We can support more complex applications. We wouldn’t be able to offer as many value-added services without AppLogic. We can do so quickly and efficiently, scaling things up or down as much as they need. And then we can charge per resource.

DCD: Do you see IaaS providers like Amazon as competitors?

Michael Wallace, Bird Hosting: I don’t consider Amazon a direct competitor – they can’t do what we can do. We have a running joke – customers come in and say “our uptime is 70% with Amazon Web Services.” We can give them close to 100%.

DCD: You also do a lot of stress testing with your hardware. What has that meant for customers? What have you found?

Michael Wallace, Bird Hosting: CA AppLogic is designed to take a bunch of small systems and merge them into a cloud. With more cores and more memory on each machine, you can get more out of each machine without adding more hardware footprint. We decided to start a little testing to find out what are our limits, what can we do? We tested different types of hard drives and configurations, different controllers, to see what worked best.

Testing the efficiency of servers brought me into a whole new area. I now run a hardware review site on the side. The stress-test work helps us figure out what machines can handle without impacting performance.

[Note: you can contact Michael directly to talk about any of his results if you’re interested in more details.]

DCD: Do your customers know anything about cloud computing? Does it matter to them?

Michael Wallace, Bird Hosting: There has been a lot of confusion and debate with the cloud. When I started out, we heard concerns about sharing data. We see less concern about that now. They do see the power of cloud computing and interact with it if they are using our virtual private data center offering. We dedicate a given group of machines to a customer and they get access to the CA AppLogic portal so they can build applications the way they see fit.
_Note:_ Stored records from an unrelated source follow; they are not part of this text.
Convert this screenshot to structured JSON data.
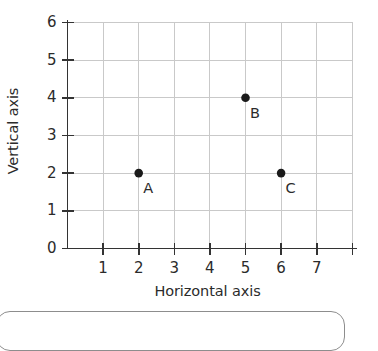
{
  "chart_data": {
    "type": "scatter",
    "title": "",
    "xlabel": "Horizontal axis",
    "ylabel": "Vertical axis",
    "xlim": [
      0,
      8
    ],
    "ylim": [
      0,
      6
    ],
    "grid": true,
    "legend": "none",
    "xticks": [
      1,
      2,
      3,
      4,
      5,
      6,
      7
    ],
    "xtick_labels": [
      "1",
      "2",
      "3",
      "4",
      "5",
      "6",
      "7"
    ],
    "yticks": [
      0,
      1,
      2,
      3,
      4,
      5,
      6
    ],
    "ytick_labels": [
      "0",
      "1",
      "2",
      "3",
      "4",
      "5",
      "6"
    ],
    "points": [
      {
        "label": "A",
        "x": 2,
        "y": 2
      },
      {
        "label": "B",
        "x": 5,
        "y": 4
      },
      {
        "label": "C",
        "x": 6,
        "y": 2
      }
    ],
    "marker_color": "#1a1a1a",
    "grid_color": "#c9c9c9",
    "axis_color": "#333333"
  },
  "colors": {
    "background": "#ffffff",
    "text": "#2b2b2b",
    "grid": "#c9c9c9",
    "axis": "#333333",
    "marker": "#1a1a1a",
    "panel_border": "#8d8d8d"
  }
}
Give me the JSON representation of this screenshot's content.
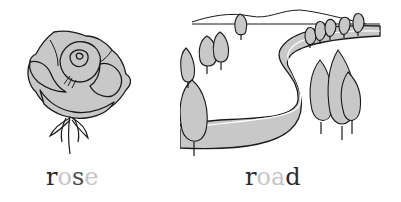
{
  "cards": [
    {
      "image": "rose-illustration",
      "word": "rose",
      "letters": [
        {
          "char": "r",
          "shade": "dark"
        },
        {
          "char": "o",
          "shade": "light"
        },
        {
          "char": "s",
          "shade": "dark"
        },
        {
          "char": "e",
          "shade": "light"
        }
      ]
    },
    {
      "image": "road-illustration",
      "word": "road",
      "letters": [
        {
          "char": "r",
          "shade": "dark"
        },
        {
          "char": "o",
          "shade": "light"
        },
        {
          "char": "a",
          "shade": "light"
        },
        {
          "char": "d",
          "shade": "dark"
        }
      ]
    }
  ],
  "colors": {
    "dark_letter": "#2a2a2a",
    "light_letter": "#c6c6c6",
    "fill_gray": "#c8c8c8",
    "outline": "#1a1a1a"
  }
}
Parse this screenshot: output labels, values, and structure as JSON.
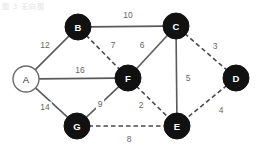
{
  "figure": {
    "title": "",
    "corner_artifact_text": "图 3 无向图",
    "background_color": "#ffffff"
  },
  "chart_data": {
    "type": "diagram",
    "diagram_kind": "weighted-undirected-graph",
    "title": "",
    "nodes": [
      {
        "id": "A",
        "label": "A",
        "x": 26,
        "y": 79,
        "r": 13,
        "style": "open",
        "fill": "#ffffff",
        "text_color": "#333333"
      },
      {
        "id": "B",
        "label": "B",
        "x": 78,
        "y": 27,
        "r": 13,
        "style": "filled",
        "fill": "#111111",
        "text_color": "#ffffff"
      },
      {
        "id": "C",
        "label": "C",
        "x": 176,
        "y": 26,
        "r": 13,
        "style": "filled",
        "fill": "#111111",
        "text_color": "#ffffff"
      },
      {
        "id": "D",
        "label": "D",
        "x": 236,
        "y": 78,
        "r": 13,
        "style": "filled",
        "fill": "#111111",
        "text_color": "#ffffff"
      },
      {
        "id": "E",
        "label": "E",
        "x": 177,
        "y": 126,
        "r": 13,
        "style": "filled",
        "fill": "#111111",
        "text_color": "#ffffff"
      },
      {
        "id": "F",
        "label": "F",
        "x": 128,
        "y": 78,
        "r": 13,
        "style": "filled",
        "fill": "#111111",
        "text_color": "#ffffff"
      },
      {
        "id": "G",
        "label": "G",
        "x": 77,
        "y": 126,
        "r": 13,
        "style": "filled",
        "fill": "#111111",
        "text_color": "#ffffff"
      }
    ],
    "edges": [
      {
        "id": "A-B",
        "source": "A",
        "target": "B",
        "weight": 12,
        "line": "solid",
        "label_x": 45,
        "label_y": 45
      },
      {
        "id": "B-C",
        "source": "B",
        "target": "C",
        "weight": 10,
        "line": "solid",
        "label_x": 128,
        "label_y": 15
      },
      {
        "id": "B-F",
        "source": "B",
        "target": "F",
        "weight": 7,
        "line": "dashed",
        "label_x": 113,
        "label_y": 45
      },
      {
        "id": "C-F",
        "source": "C",
        "target": "F",
        "weight": 6,
        "line": "solid",
        "label_x": 142,
        "label_y": 45
      },
      {
        "id": "C-D",
        "source": "C",
        "target": "D",
        "weight": 3,
        "line": "dashed",
        "label_x": 215,
        "label_y": 46
      },
      {
        "id": "C-E",
        "source": "C",
        "target": "E",
        "weight": 5,
        "line": "solid",
        "label_x": 188,
        "label_y": 78
      },
      {
        "id": "A-F",
        "source": "A",
        "target": "F",
        "weight": 16,
        "line": "solid",
        "label_x": 80,
        "label_y": 70
      },
      {
        "id": "A-G",
        "source": "A",
        "target": "G",
        "weight": 14,
        "line": "solid",
        "label_x": 45,
        "label_y": 107
      },
      {
        "id": "G-F",
        "source": "G",
        "target": "F",
        "weight": 9,
        "line": "solid",
        "label_x": 100,
        "label_y": 104
      },
      {
        "id": "F-E",
        "source": "F",
        "target": "E",
        "weight": 2,
        "line": "dashed",
        "label_x": 141,
        "label_y": 105
      },
      {
        "id": "D-E",
        "source": "D",
        "target": "E",
        "weight": 4,
        "line": "dashed",
        "label_x": 221,
        "label_y": 110
      },
      {
        "id": "G-E",
        "source": "G",
        "target": "E",
        "weight": 8,
        "line": "dashed",
        "label_x": 129,
        "label_y": 139
      }
    ],
    "legend": [],
    "colors": {
      "node_filled": "#111111",
      "node_open_fill": "#ffffff",
      "node_open_stroke": "#6b6b6b",
      "edge_solid": "#5a5a5a",
      "edge_dashed": "#4a4a4a",
      "weight_text": "#666666"
    }
  }
}
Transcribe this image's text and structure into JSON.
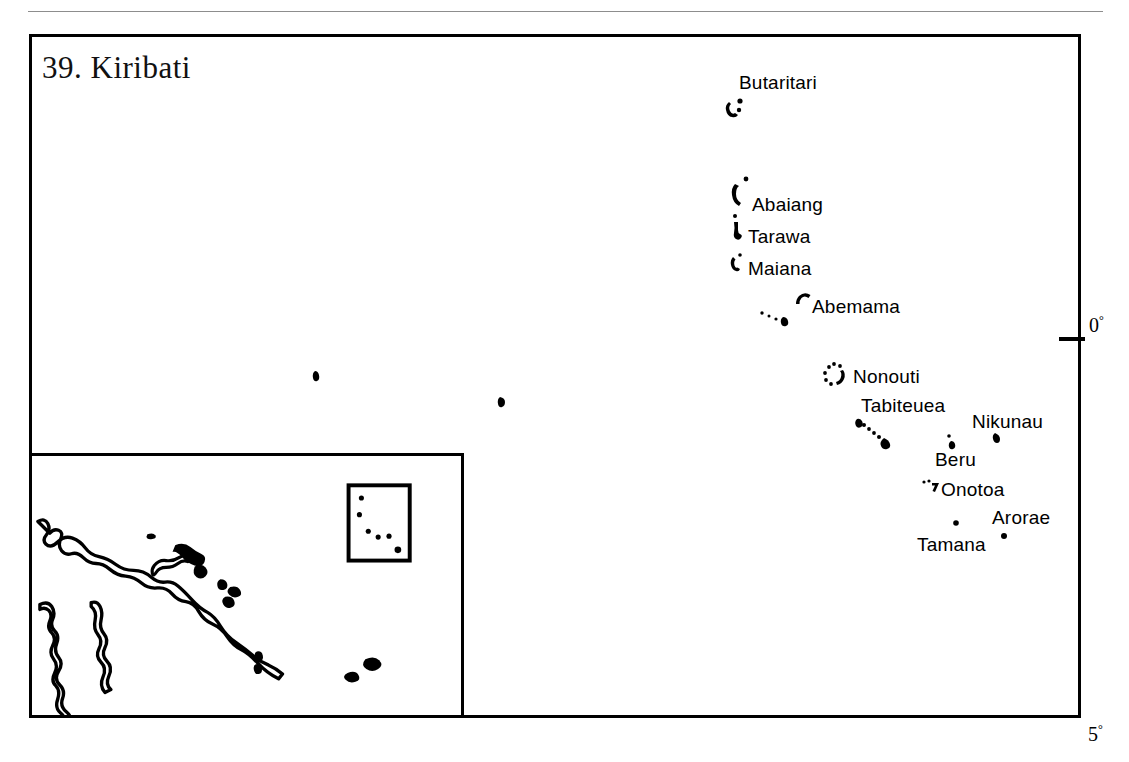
{
  "page": {
    "running_head": "",
    "background_color": "#ffffff",
    "ink_color": "#000000"
  },
  "map": {
    "title": "39. Kiribati",
    "frame": {
      "x": 29,
      "y": 34,
      "width": 1052,
      "height": 684
    },
    "latitude_labels": [
      {
        "name": "equator",
        "value": "0",
        "degree_symbol": "°",
        "x": 1089,
        "y": 313
      },
      {
        "name": "south-5",
        "value": "5",
        "degree_symbol": "°",
        "x": 1088,
        "y": 722
      }
    ],
    "islands": [
      {
        "id": "butaritari",
        "label": "Butaritari",
        "label_x": 739,
        "label_y": 72,
        "shape": "atoll-broken-ring",
        "shape_x": 726,
        "shape_y": 100
      },
      {
        "id": "abaiang",
        "label": "Abaiang",
        "label_x": 752,
        "label_y": 194,
        "shape": "atoll-crescent",
        "shape_x": 732,
        "shape_y": 183
      },
      {
        "id": "tarawa",
        "label": "Tarawa",
        "label_x": 748,
        "label_y": 226,
        "shape": "atoll-hook",
        "shape_x": 732,
        "shape_y": 223
      },
      {
        "id": "maiana",
        "label": "Maiana",
        "label_x": 748,
        "label_y": 258,
        "shape": "atoll-small-ring",
        "shape_x": 731,
        "shape_y": 257
      },
      {
        "id": "abemama",
        "label": "Abemama",
        "label_x": 812,
        "label_y": 296,
        "shape": "atoll-hook",
        "shape_x": 796,
        "shape_y": 294
      },
      {
        "id": "kuria-aranuka",
        "label": "",
        "label_x": 0,
        "label_y": 0,
        "shape": "dot-chain-small",
        "shape_x": 760,
        "shape_y": 312
      },
      {
        "id": "nonouti",
        "label": "Nonouti",
        "label_x": 853,
        "label_y": 366,
        "shape": "atoll-dotted-ring",
        "shape_x": 824,
        "shape_y": 363
      },
      {
        "id": "tabiteuea",
        "label": "Tabiteuea",
        "label_x": 861,
        "label_y": 395,
        "shape": "dotted-chain-diagonal",
        "shape_x": 856,
        "shape_y": 418
      },
      {
        "id": "nikunau",
        "label": "Nikunau",
        "label_x": 972,
        "label_y": 411,
        "shape": "dot",
        "shape_x": 995,
        "shape_y": 437
      },
      {
        "id": "beru",
        "label": "Beru",
        "label_x": 935,
        "label_y": 449,
        "shape": "dot",
        "shape_x": 948,
        "shape_y": 440
      },
      {
        "id": "onotoa",
        "label": "Onotoa",
        "label_x": 941,
        "label_y": 479,
        "shape": "atoll-tiny-hook",
        "shape_x": 922,
        "shape_y": 480
      },
      {
        "id": "arorae",
        "label": "Arorae",
        "label_x": 992,
        "label_y": 507,
        "shape": "dot",
        "shape_x": 1002,
        "shape_y": 534
      },
      {
        "id": "tamana",
        "label": "Tamana",
        "label_x": 917,
        "label_y": 534,
        "shape": "dot",
        "shape_x": 954,
        "shape_y": 522
      },
      {
        "id": "banaba",
        "label": "",
        "label_x": 0,
        "label_y": 0,
        "shape": "dot",
        "shape_x": 316,
        "shape_y": 375
      },
      {
        "id": "unnamed-islet",
        "label": "",
        "label_x": 0,
        "label_y": 0,
        "shape": "dot",
        "shape_x": 502,
        "shape_y": 400
      }
    ]
  },
  "inset": {
    "frame": {
      "x": 29,
      "y": 453,
      "width": 435,
      "height": 265
    },
    "locator_box": {
      "x": 350,
      "y": 483,
      "width": 62,
      "height": 77
    },
    "locator_dots": 6,
    "landmasses": [
      "New Guinea",
      "Solomon Islands",
      "Vanuatu",
      "Fiji",
      "Australia (Cape York)"
    ]
  }
}
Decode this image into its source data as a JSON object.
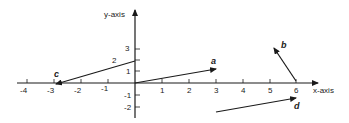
{
  "diagram": {
    "x_axis_label": "x-axis",
    "y_axis_label": "y-axis",
    "x_ticks": [
      "-4",
      "-3",
      "-2",
      "-1",
      "1",
      "2",
      "3",
      "4",
      "5",
      "6"
    ],
    "y_ticks": [
      "3",
      "2",
      "1",
      "-1",
      "-2"
    ],
    "vectors": [
      {
        "name": "a",
        "from": [
          0,
          0
        ],
        "to": [
          3,
          1.2
        ]
      },
      {
        "name": "b",
        "from": [
          6,
          0
        ],
        "to": [
          4.8,
          2.8
        ]
      },
      {
        "name": "c",
        "from": [
          0,
          1.7
        ],
        "to": [
          -3,
          0
        ]
      },
      {
        "name": "d",
        "from": [
          3,
          -3
        ],
        "to": [
          6,
          -1.3
        ]
      }
    ],
    "annotation_2": "2",
    "stroke_color": "#1a1a1a"
  }
}
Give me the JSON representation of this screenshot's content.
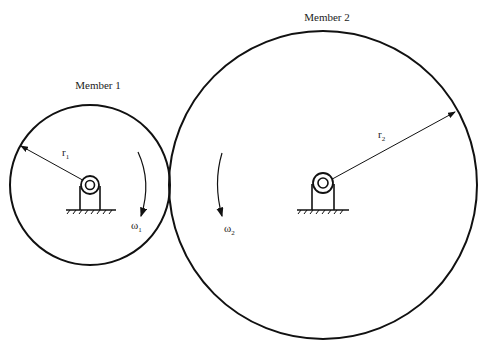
{
  "diagram": {
    "members": [
      {
        "title": "Member 1",
        "radius_label": "r",
        "radius_sub": "1",
        "omega_label": "ω",
        "omega_sub": "1"
      },
      {
        "title": "Member 2",
        "radius_label": "r",
        "radius_sub": "2",
        "omega_label": "ω",
        "omega_sub": "2"
      }
    ],
    "colors": {
      "stroke": "#111111",
      "background": "#ffffff"
    }
  }
}
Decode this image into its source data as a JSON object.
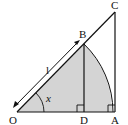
{
  "diagram": {
    "type": "geometry",
    "colors": {
      "stroke": "#111111",
      "fill_sector": "#d4d4d4",
      "background": "#ffffff"
    },
    "points": {
      "O": {
        "label": "O"
      },
      "D": {
        "label": "D"
      },
      "A": {
        "label": "A"
      },
      "B": {
        "label": "B"
      },
      "C": {
        "label": "C"
      }
    },
    "labels": {
      "length": "l",
      "angle": "x"
    },
    "right_angles": [
      "D",
      "A"
    ],
    "segments": [
      "OA",
      "OC",
      "AC",
      "BD"
    ],
    "arcs": [
      "BA (centered at O)",
      "angle x at O"
    ]
  }
}
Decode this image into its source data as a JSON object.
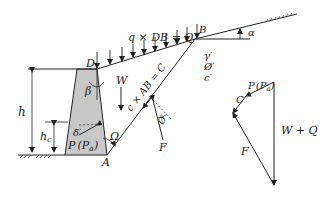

They use CA AppLogic to virtually build their infrastructure.



Thanks for the time, Michael.

Oh, and in case you were wondering about the name, you’ll be happy to hear that I (of course) didn’t let that go. Here’s what Michael said about the name: “When we started looking for names, I was also looking for a mascot. That’s where Bird Hosting came from.” Did he try other more, er, ferocious names? “HostGator was taken,” said Michael. “And Dog Hosting was too gangster for me.”

The resulting mascot has an uncanny resemblance to Twitter’s feathered friend, if I do say so myself. Or the stars of a certain iPad game I’ve gotten myself hooked on.

But no Angry Birds here. Just a set of happy customers benefiting from Bird Hosting’s personal focus on delivering what experience dictates is required for service providers to soar: performance, reliability, and value.

You can read the Cloud Accelerator profile of Michael and Bird Hosting on the CA Technologies site. The site also features other luminaries who are setting the pace for cloud computing.